Haven’t the Suffragettes the sense to see that the very worst way of campaigning for the vote is to try and intimidate a man into giving them what he would gladly give otherwise? 

Lloyd George, speaking in 1913.

   

Recently, a number of historians, also, have agreed with these opinions.  As you read the following extracts, note that they are all written recently, by historians with the benefit of modern scholarship and research:

The prospect of votes for women seemed remote at the end of 1909.  The Prime Minister and senior politicians were by now openly hostile to the women’s demands.  In the early years the NUWSS had not criticised the militants.  Mrs Fawcett preferred ‘to keep our artillery for our opponents and not to turn it on one another’.  Now the NUWSS felt that the militancy of the WSPU was harming the cause.  Some old friends of woman’s suffrage in the House of Commons had been lost.  ‘Unwomanly’ tactics like heckling and pestering politicians, hurling missiles at the police and rowdy demonstrations outside halls from which they were banned, had alienated the more cautious sympathisers. 

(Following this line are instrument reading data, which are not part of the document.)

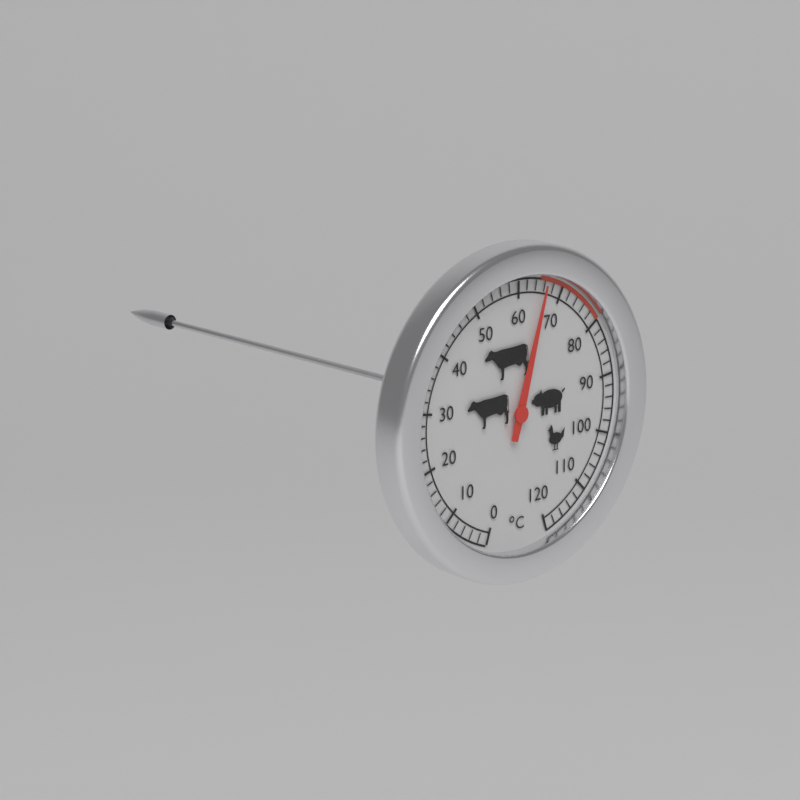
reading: 66 °C
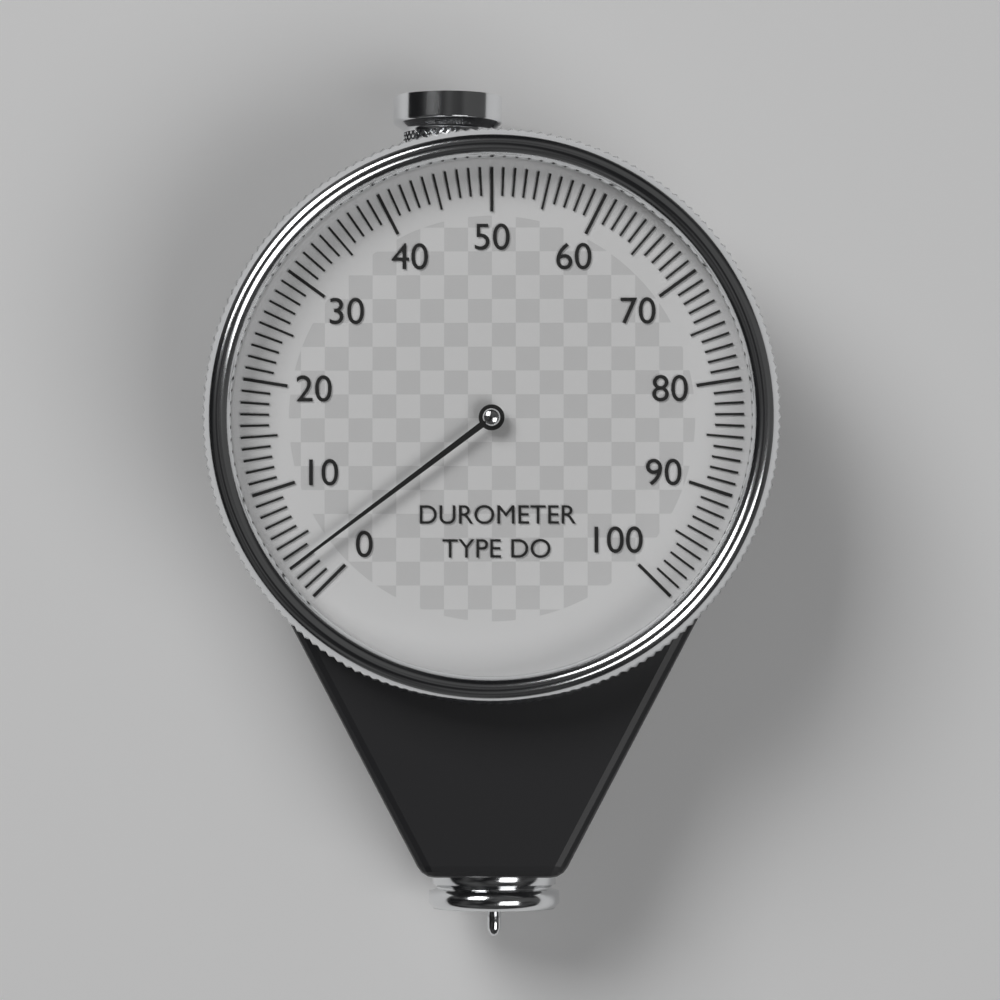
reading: 3 (no unit)
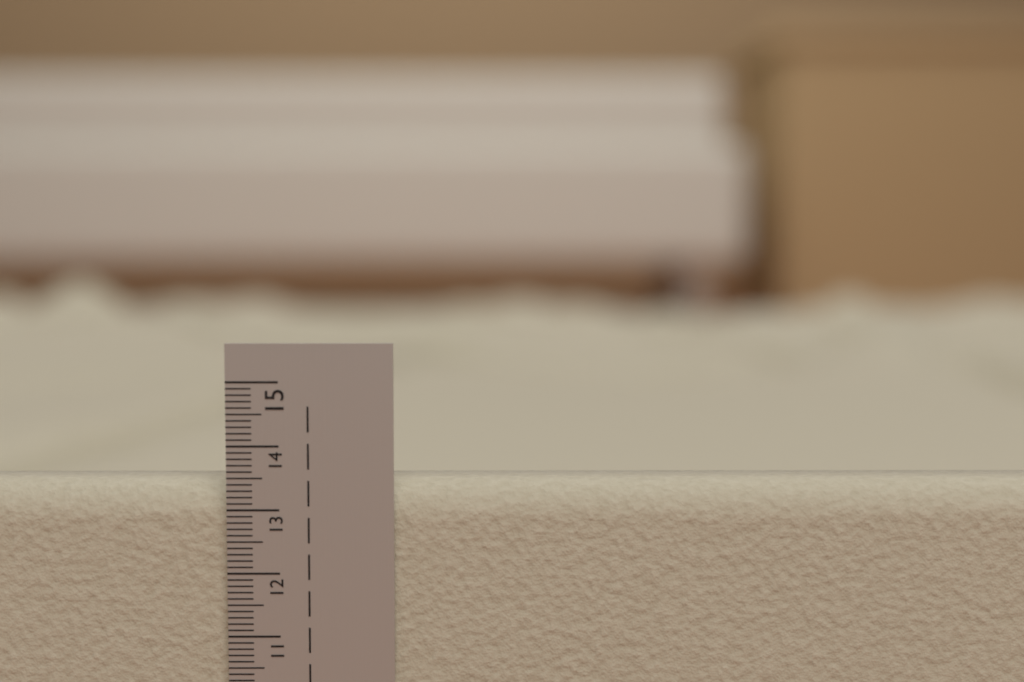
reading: 13.4 cm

Diane Atkinson, Votes for Women (1988).
A school textbook from the 1980s.

   

These actions by the WSPU, while attracting huge amounts of publicity, had the opposite effect intended; the public began to disapprove of the suffragettes, as well as their cause.  While most people, before the outbreak of rampant militancy, supported the cause of women's suffrage, once the new actions started, began to disapprove.  Opponents of women's suffrage in Parliament used the terrorist actions the women were using to their advantage in debate, citing the insane actions as a very good reason why women should not get the vote.  The Parliament and the suffragettes thus reached a stalemate.  The more militant the WSPU became, the more reluctant Parliament was to grant women the vote, and the more firmly Parliament stood on the issue of suffrage, the more violent and desperate the suffragettes became. 

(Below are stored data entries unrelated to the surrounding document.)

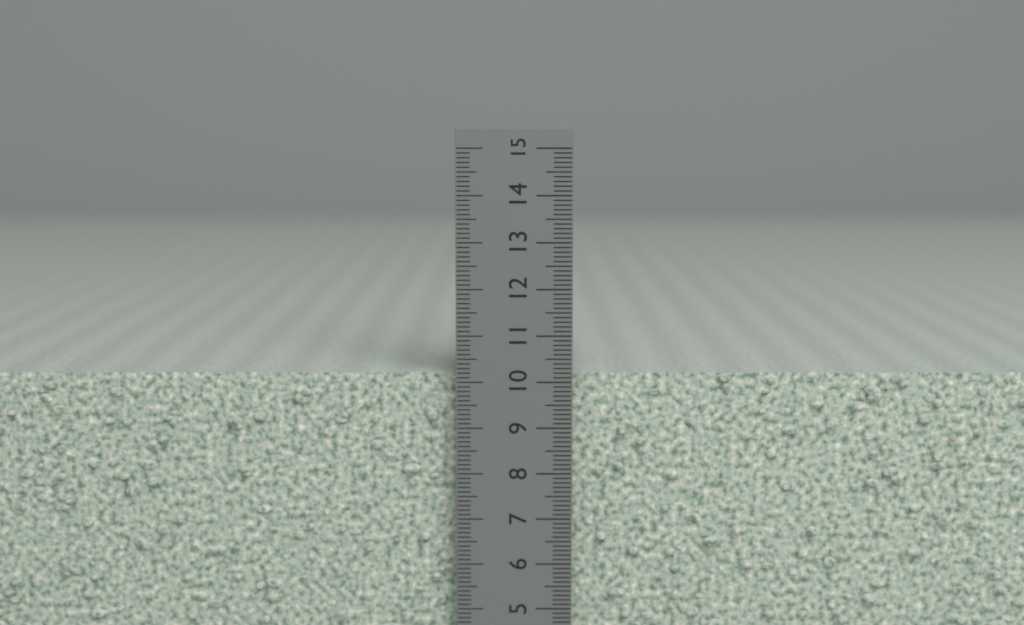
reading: 10.2 cm
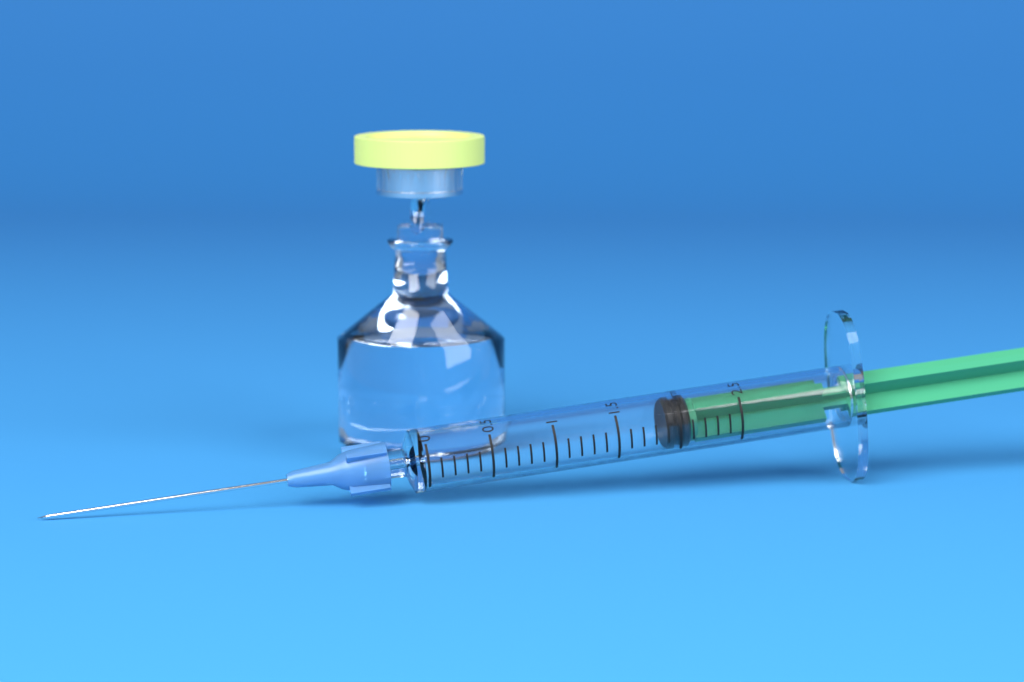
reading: 1.9 ml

Marcie Kligman, The Effect of Militancy In the British Suffragette Movement (1996).
from a Welsh Communist website.

   

The middle-class activists of the much larger NUWSS were dismayed to see the effects if the hard work jeopardised by the suffragette tactics; even stringer was the disgust of working class suffragists….  Nothing alienated women from the suffragettes more than the insistence on violence. 

Obviously, the WSPU itself justified the use of violence, and some historians have agreed with them; the weight of the evidence, however, seems to be very firmly the other way… It is hard to see what the suffragettes had to show by 1914 for ten years of campaigning.  On the other hand, they had hardened attitudes against them in Parliament and the Trades Unions…

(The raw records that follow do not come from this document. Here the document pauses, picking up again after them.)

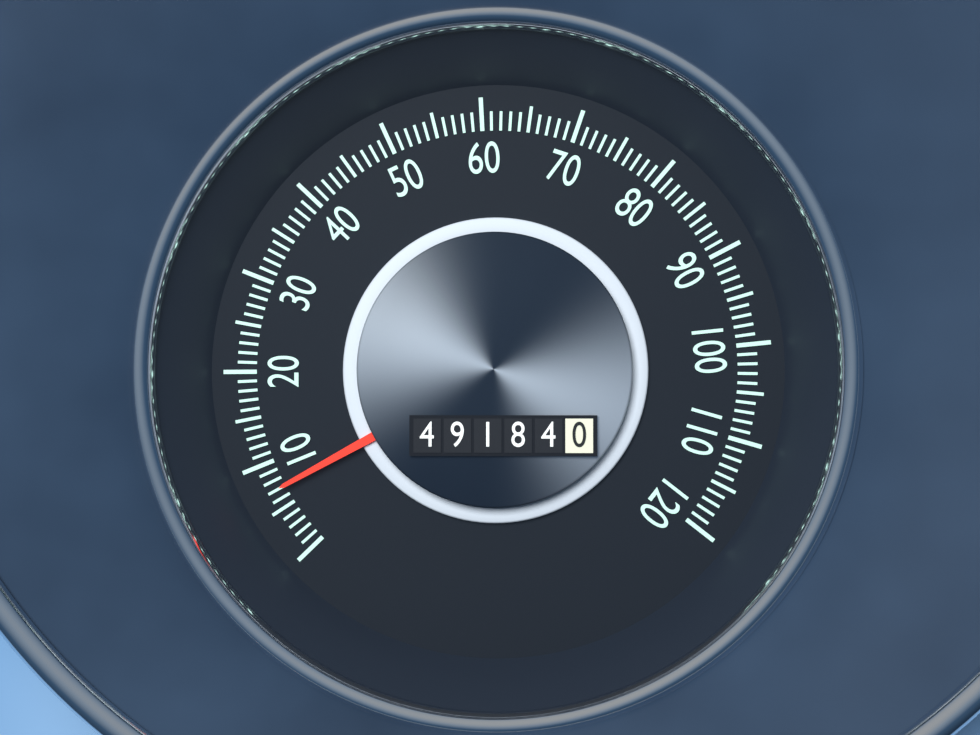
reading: 7 (no unit)
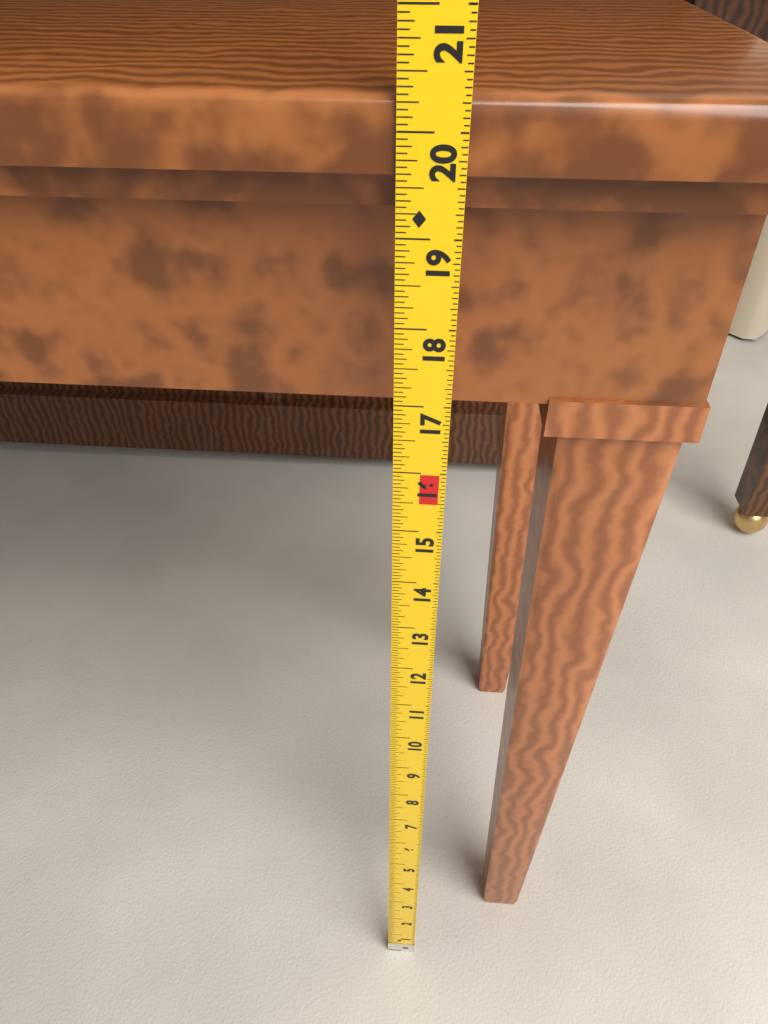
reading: 20.3125 in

Sean Lang, Parliamentary Reform (1999).
Sean Lang was Head of History at a Sixth Form College in Cambridge , and a lecturer in Education at Exeter University.

   

To this day, many people equate the British women’s suffrage struggle and the final victory with the famous Pankhurst family and their militant supporters in the WSPU.  In its early years the WSPU was a bold, innovative, imaginative organisation, among the first to appreciate the value of publicity.  Not without justification, its members regarded themselves as the elite soldiers of the ‘Votes for Women’ campaign. 

But for every suffragette there were always dozens of non-militant suffragists.  Some would argue – including me – that it was the moderates of the NUWSS, led by Millicent Fawcett, who actually won the vote.  In 1912, while the militants embarked on arson and bombing, the NUWSS made a successful working alliance with the growing Labour Party.  It was this group which successfully lobbied for the 1918 Franchise Act. 

Joyce Marlow, Votes for Women (2000).
Joyce Marlow was an actress before she became a full-time writer.  She writes novels and books about women’s history.